We’ll get to know ourselves again, the Torah says to me, by experiencing fire and gratitude, and guilt and wellbeing, experience them as our own, as mine, as Anochi. And when you have one of those primary emotions, come closer to someone or to some thing. Wonder if that can lead you toward something or someone, even if it’s just out for a walk toward whatever seems sacred or special, whatever makes you feel like a mensch again, and walk back to your personal place. And do that again for a while. We’re not going to be moving forward in the same direction all together just yet.
In year one, the Torah says we built the mishkan out of inanimate objects, representing ourselves through static things, frozen things. In year two, what we see in the middle of the camp is different. We bring on our own schedules, and we bring what’s alive – the offerings were meat and flour, animals and growing grain – representing ourselves through living things, things that move, as we are beginning to move.
For a while, the Torah says here in Leviticus, moving is just getting used to back and forth. It’s not one direction, from alone to together, from isolated to the Divine. It’s back and forth. Vayikra doesn’t command offerings from everyone on the same schedule. Yes, there’s some paying attention to right and wrong; sometimes you have to bring something in because of that. But mostly, we’re guided by ourselves, we know when to try moving. Closer and back out. The cloud and the fire are in the center and draw our eyes even when we’re still alone, to help us remember that there is something common even on the days we don’t bring anything. Do it like this for a while, move in your own directions, says the Torah for eighteen chapters, and then we’ll get back to ethics, and then we’ll try moving on together.
I accept this as half the truth. I’m impatient for us to become Anochi again – to feel like people, to feel like the ones who hear divine teachings and respond and act them out.

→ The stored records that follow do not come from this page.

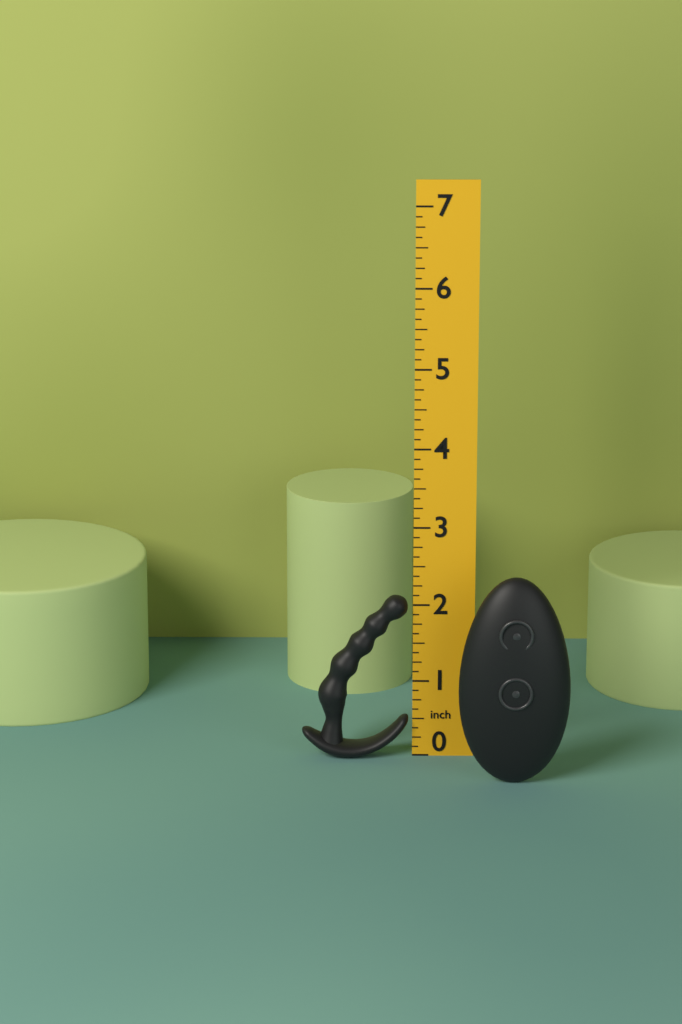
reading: 2.125 in
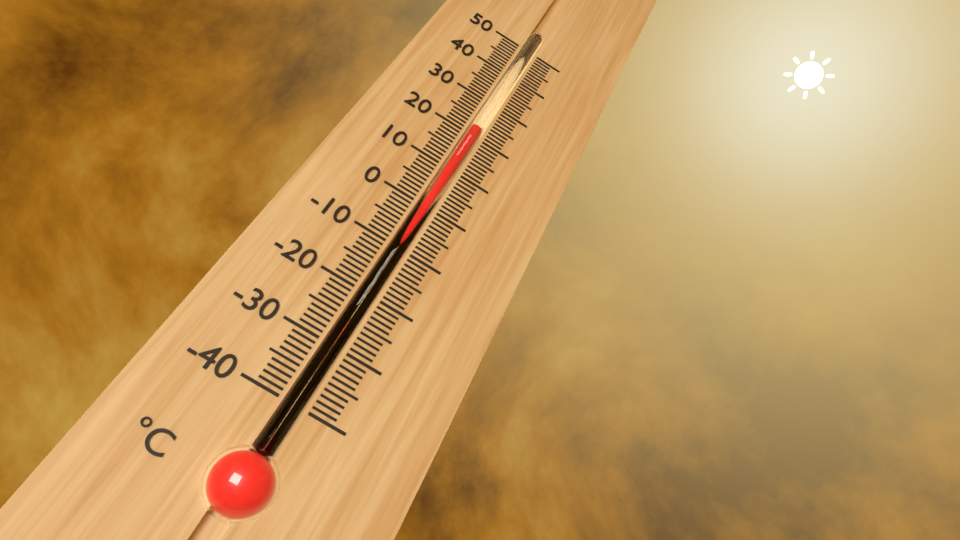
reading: 22 °C
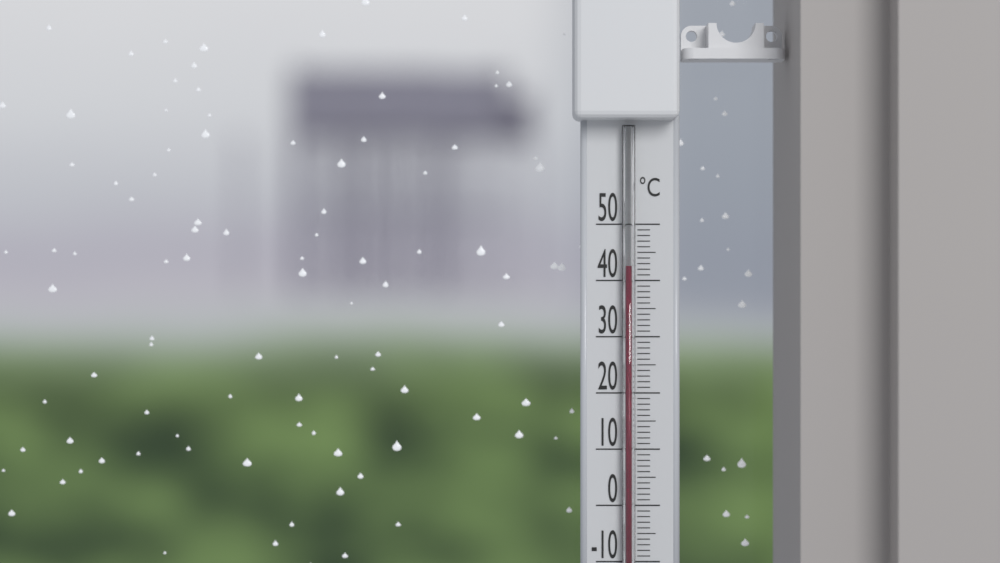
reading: 42.5 °C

This wasn’t the D’var Torah I was expecting to give today. Torah’s like that; it’s learning to be not just Anochi=who I think I am, but what I think the Divine might be telling me to say when that’s different from where I started.

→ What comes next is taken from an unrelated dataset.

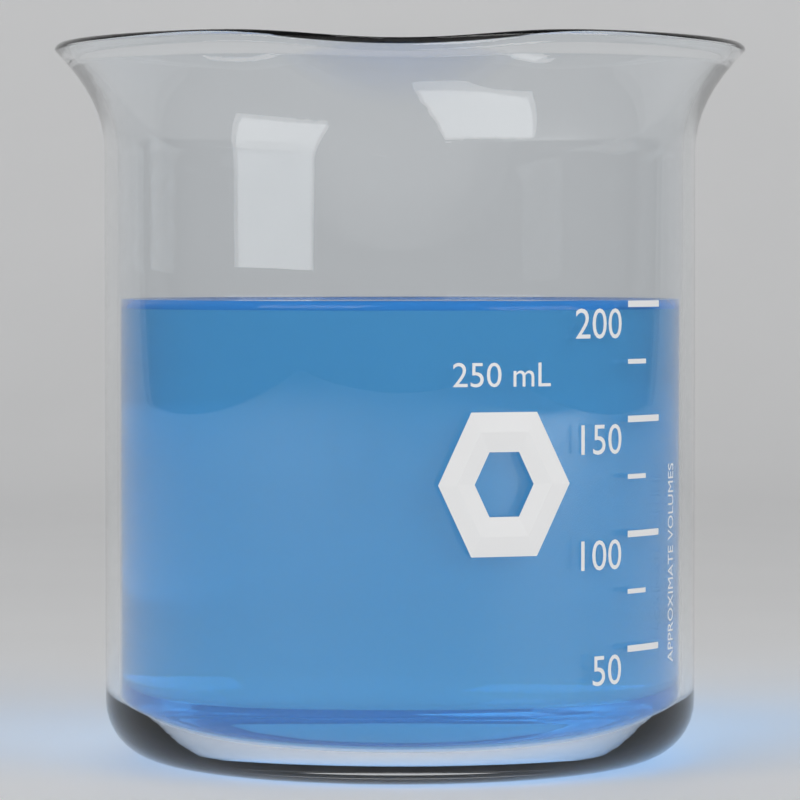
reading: 200 mL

There is a mishkan, calling out teachings as the second year starts. It knows that it’s in a cloud but it knows we will eventually make out its sounds. And we are here, alefs -- feeling some days small and silent, some days larger and more divine. We are here, moving not forward together just yet, but every day each of us back and forth with korbanot (closeness-offerings), experimenting in our own ways with closeness, to one thing at a time, to one another -- and eventually closer to the Torah of this new year in the desert.